I just saw your profile and noticed you're 31 years old!! Do us all a favor and grow up.
No one of any age has ever talked to me like you are in person. Calling me an "uneducated idiot." It only happens on message boards. I wonder why that is...Hmm!
If we were talking face to face you'd be alot less aggressive than you are now. I guarantee that. If you threw around as many insult as you do online in face to face speak...You probably wouldn't have many teeth left!
You're probably one of those 115lb guys who can't act tough around people face to face so he gets his kicks throwing pointless insults on message boards to anyone who simply disagrees with them.
Notice the first post in this thread and you're calling me an "Idiot". That says alot about YOUR mauturity level..Or lack thereof.
Brilliant.
So, somehow you commiting assault would make you right, is that your argument?
I'm actually 183 lbs., and a member of the U.S. miliatry. I work out regularly, including weights and running. Not huge, by any means, but far from the tiny person you seem to wish I were.
In any case, that really doesn't matter. You are misunderstanding. You are wrong. Let's start formt he top, and I promise not to use big words.
There are two types of calorie, the gram-calorie and the kilogram-calorie.
When calories is used in reference to food, it refers to the kilogram-calorie. The 2000 calorie a day "average" diet is based on kilogram-calories. The calorie listings on food labels in the U.S. is based on the kilogram-calorie. All of this is based on the kilogram-calorie.
So, 500 kcals is 500 calroies, or about 1/4th of the average daily diet. You burn about 150 calories, or 150 kcals, in a half-hour or so fo running (if I remember my figures correctly). 500 kcals (or 500 calories) in an exercise session is not unreasonable.
You also missed this part of the link:
Colloquially, and in nutrition and food labelling, the term "calorie" almost always refers to the kilogram calorie. This applies only to English text; if an energy measurement is given using a unit symbol then the scientific practice prevails there.
"kcal" is the scientific unit symbol, indicating he was referring to "thousands of gram-calories" rather than "thousands of kilogram-calories". You immediately assumed (because of your ignorance) that he was talking about "thousands of kilogram-calories", because you don't know what you're talking about. You either did not know that kcal refers, specifically, to the gram-calorie, or you did not know that "calorie" as used in non-scientific areas (such as dietary amounts and food labelling) refers to the kilogram-calorie.
This is information that is covered in high-school level chemistry texts. Thus, it rather puts paid to the idea that you are an "expert" in fitness and nutrition.
Of course, despite the fact that this information has been clearly spelled out to you, provided in no uncertain terms in the links, and that basically you are the only who seems to think you are right, and the fact that you have no evidence to show that Greco's usage was incorrect, you still insist that everyone else is being childish and you are correct.
Of course, then you tell me you'd smash my teeth in because you are, apparently, too full of yourself to admit error, too happy to jumpo on others for mistakes (whether they made them or not), too insecure to think someone might tell you off unless they had a message board to hide behind, and too ignorant (I'm using the specifically correct usage of the word, mind you) to understand the issues at hand.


● **Aim of the task**:
The data is to be reproduced in full and without error.

● **Input**:
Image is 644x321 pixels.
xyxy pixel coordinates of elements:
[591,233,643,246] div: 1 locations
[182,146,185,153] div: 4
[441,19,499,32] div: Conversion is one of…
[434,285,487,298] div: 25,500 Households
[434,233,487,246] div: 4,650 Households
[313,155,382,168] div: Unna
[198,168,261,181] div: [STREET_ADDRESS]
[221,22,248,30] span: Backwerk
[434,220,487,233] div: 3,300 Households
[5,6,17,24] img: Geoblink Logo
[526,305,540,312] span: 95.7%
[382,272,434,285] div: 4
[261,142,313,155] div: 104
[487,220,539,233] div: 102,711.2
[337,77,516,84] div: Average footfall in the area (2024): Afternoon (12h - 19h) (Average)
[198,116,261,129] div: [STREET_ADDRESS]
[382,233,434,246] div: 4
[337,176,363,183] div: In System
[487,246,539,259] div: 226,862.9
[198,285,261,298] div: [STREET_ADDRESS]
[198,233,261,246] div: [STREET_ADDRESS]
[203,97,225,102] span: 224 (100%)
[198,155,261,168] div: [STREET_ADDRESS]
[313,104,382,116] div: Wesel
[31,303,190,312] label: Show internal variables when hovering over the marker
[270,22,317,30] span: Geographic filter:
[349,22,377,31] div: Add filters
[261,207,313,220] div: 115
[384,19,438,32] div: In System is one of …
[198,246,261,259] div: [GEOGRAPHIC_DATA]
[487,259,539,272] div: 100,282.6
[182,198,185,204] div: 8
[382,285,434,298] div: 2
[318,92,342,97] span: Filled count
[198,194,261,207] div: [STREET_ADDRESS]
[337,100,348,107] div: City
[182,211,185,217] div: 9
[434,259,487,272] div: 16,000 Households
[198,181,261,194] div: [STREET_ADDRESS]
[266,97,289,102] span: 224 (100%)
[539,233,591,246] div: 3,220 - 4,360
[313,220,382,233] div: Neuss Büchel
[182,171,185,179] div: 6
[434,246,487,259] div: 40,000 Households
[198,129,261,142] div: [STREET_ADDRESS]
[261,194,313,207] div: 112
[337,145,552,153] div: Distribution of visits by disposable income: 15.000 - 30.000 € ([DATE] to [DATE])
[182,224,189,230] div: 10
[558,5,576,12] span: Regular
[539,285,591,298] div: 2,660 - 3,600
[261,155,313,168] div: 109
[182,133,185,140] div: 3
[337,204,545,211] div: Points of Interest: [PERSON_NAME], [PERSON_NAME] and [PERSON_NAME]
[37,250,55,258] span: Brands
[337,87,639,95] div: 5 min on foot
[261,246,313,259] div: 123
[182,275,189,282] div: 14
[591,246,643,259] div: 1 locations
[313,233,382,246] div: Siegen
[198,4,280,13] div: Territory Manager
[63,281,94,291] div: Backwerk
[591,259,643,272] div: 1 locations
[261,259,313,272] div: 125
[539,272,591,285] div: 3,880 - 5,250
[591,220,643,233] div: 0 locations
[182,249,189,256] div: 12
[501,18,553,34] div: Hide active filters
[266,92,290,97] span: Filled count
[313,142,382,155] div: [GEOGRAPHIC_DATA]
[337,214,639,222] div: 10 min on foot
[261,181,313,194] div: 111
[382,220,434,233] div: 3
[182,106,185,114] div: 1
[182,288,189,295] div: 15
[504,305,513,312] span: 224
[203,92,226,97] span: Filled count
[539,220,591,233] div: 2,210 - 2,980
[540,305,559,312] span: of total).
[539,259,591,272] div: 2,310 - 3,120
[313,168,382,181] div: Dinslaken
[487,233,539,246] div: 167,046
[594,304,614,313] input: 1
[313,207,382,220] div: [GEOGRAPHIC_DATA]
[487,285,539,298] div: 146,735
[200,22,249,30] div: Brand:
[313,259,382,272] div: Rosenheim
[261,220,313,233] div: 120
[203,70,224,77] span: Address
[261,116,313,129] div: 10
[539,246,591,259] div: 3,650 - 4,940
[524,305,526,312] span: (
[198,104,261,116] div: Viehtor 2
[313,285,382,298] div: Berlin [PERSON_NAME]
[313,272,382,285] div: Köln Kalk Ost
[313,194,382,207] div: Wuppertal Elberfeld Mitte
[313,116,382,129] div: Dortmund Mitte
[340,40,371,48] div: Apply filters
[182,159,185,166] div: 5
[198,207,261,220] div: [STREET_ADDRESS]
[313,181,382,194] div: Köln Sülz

● **Answer to the exercise**:
Image is 644x321 pixels.
xyxy pixel coordinates of elements:
[591,233,643,246] div: 1 locations
[182,146,185,153] div: 4
[441,19,499,32] div: Conversion is one of…
[434,285,487,298] div: 25,500 Households
[434,233,487,246] div: 4,650 Households
[313,155,382,168] div: Unna
[198,168,261,181] div: [STREET_ADDRESS]
[221,22,248,30] span: Backwerk
[434,220,487,233] div: 3,300 Households
[5,6,17,24] img: Geoblink Logo
[526,305,540,312] span: 95.7%
[382,272,434,285] div: 4
[261,142,313,155] div: 104
[487,220,539,233] div: 102,711.2
[337,77,516,84] div: Average footfall in the area (2024): Afternoon (12h - 19h) (Average)
[198,116,261,129] div: [STREET_ADDRESS]
[382,233,434,246] div: 4
[337,176,363,183] div: In System
[487,246,539,259] div: 226,862.9
[198,285,261,298] div: [STREET_ADDRESS]
[198,233,261,246] div: [STREET_ADDRESS]
[203,97,225,102] span: 224 (100%)
[198,155,261,168] div: [STREET_ADDRESS]
[313,104,382,116] div: Wesel
[31,303,190,312] label: Show internal variables when hovering over the marker
[270,22,317,30] span: Geographic filter:
[349,22,377,31] div: Add filters
[261,207,313,220] div: 115
[384,19,438,32] div: In System is one of …
[198,246,261,259] div: [GEOGRAPHIC_DATA]
[487,259,539,272] div: 100,282.6
[182,198,185,204] div: 8
[382,285,434,298] div: 2
[318,92,342,97] span: Filled count
[198,194,261,207] div: [STREET_ADDRESS]
[337,100,348,107] div: City
[182,211,185,217] div: 9
[434,259,487,272] div: 16,000 Households
[198,181,261,194] div: [STREET_ADDRESS]
[266,97,289,102] span: 224 (100%)
[539,233,591,246] div: 3,220 - 4,360
[313,220,382,233] div: Neuss Büchel
[182,171,185,179] div: 6
[434,246,487,259] div: 40,000 Households
[198,129,261,142] div: [STREET_ADDRESS]
[261,194,313,207] div: 112
[337,145,552,153] div: Distribution of visits by disposable income: 15.000 - 30.000 € ([DATE] to [DATE])
[182,224,189,230] div: 10
[558,5,576,12] span: Regular
[539,285,591,298] div: 2,660 - 3,600
[261,155,313,168] div: 109
[182,133,185,140] div: 3
[337,204,545,211] div: Points of Interest: [PERSON_NAME], [PERSON_NAME] and [PERSON_NAME]
[37,250,55,258] span: Brands
[337,87,639,95] div: 5 min on foot
[261,246,313,259] div: 123
[182,275,189,282] div: 14
[591,246,643,259] div: 1 locations
[313,233,382,246] div: Siegen
[198,4,280,13] div: Territory Manager
[63,281,94,291] div: Backwerk
[591,259,643,272] div: 1 locations
[261,259,313,272] div: 125
[539,272,591,285] div: 3,880 - 5,250
[591,220,643,233] div: 0 locations
[182,249,189,256] div: 12
[501,18,553,34] div: Hide active filters
[266,92,290,97] span: Filled count
[313,142,382,155] div: [GEOGRAPHIC_DATA]
[337,214,639,222] div: 10 min on foot
[261,181,313,194] div: 111
[382,220,434,233] div: 3
[182,106,185,114] div: 1
[182,288,189,295] div: 15
[504,305,513,312] span: 224
[203,92,226,97] span: Filled count
[539,220,591,233] div: 2,210 - 2,980
[540,305,559,312] span: of total).
[539,259,591,272] div: 2,310 - 3,120
[313,168,382,181] div: Dinslaken
[487,233,539,246] div: 167,046
[594,304,614,313] input: 1
[313,207,382,220] div: [GEOGRAPHIC_DATA]
[487,285,539,298] div: 146,735
[200,22,249,30] div: Brand:
[313,259,382,272] div: Rosenheim
[261,220,313,233] div: 120
[203,70,224,77] span: Address
[261,116,313,129] div: 10
[539,246,591,259] div: 3,650 - 4,940
[524,305,526,312] span: (
[198,104,261,116] div: Viehtor 2
[313,285,382,298] div: Berlin [PERSON_NAME]
[313,272,382,285] div: Köln Kalk Ost
[313,194,382,207] div: Wuppertal Elberfeld Mitte
[313,116,382,129] div: Dortmund Mitte
[340,40,371,48] div: Apply filters
[182,159,185,166] div: 5
[198,207,261,220] div: [STREET_ADDRESS]
[313,181,382,194] div: Köln Sülz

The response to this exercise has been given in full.